An unnamed Nvidia spokesperson told Reuters that the card is an “alternative product to the Nvidia A100 GPU for customers in China” that “meets the U.S. Government’s clear test for reduced export control and cannot be programmed to exceed it.” While the exact specifications the US tests against aren’t public, the WSJ does say they involve interconnect speeds, as well as “other performance thresholds.”

Nvidia’s note about not being able to be programmed to exceed the limits is important. Back when GPUs were in short supply, the company announced that its new cards would have limiters that couldn’t be hacked, supposedly making the cards less desirable for crypto mining. Famously, it wasn’t long before people were able to get around those limiters.

The US has been putting heavy limits on what types of chips American companies can sell to China. In October, the Biden administration announced new restrictions on what kind of chips and chip manufacturing equipment could be sold to the country, requiring manufacturers to obtain an export license. In September, Nvidia and AMD both warned investors that their businesses may be impacted by new restrictions on exporting their top-tier products.

The government has said the limits are an attempt to limit China’s technical and military capabilities. Some technologists, like former Google CEO Eric Schmidt, have warned that the US isn’t capable of keeping up, though other researchers have pushed back against the arms race framing. It is possible, however, that chips like the A100 could be used for military or other nefarious purposes. As my colleague James Vincent pointed out, they could be used to create “automated targeting systems for drones or the facial recognition systems China uses to surveil its population.”

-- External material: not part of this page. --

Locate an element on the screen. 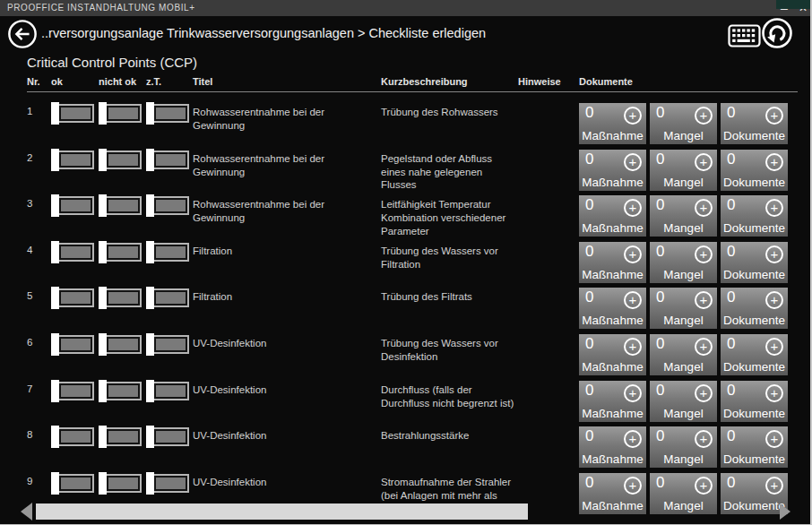 This screenshot has height=525, width=812. row-number: 1 is located at coordinates (30, 111).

Whether or not the A800’s slower interlink speeds will be enough to hinder or meaningfully slow down that work, it does seem like Nvidia thinks it’s enough to meet the government’s requirements. For the company, at least, that’s good news — it estimated that the restrictions could affect up to $400 million in quarterly sales “if customers do not want to purchase the Company’s alternative product offerings or if the [US Government] does not grant licenses in a timely manner.”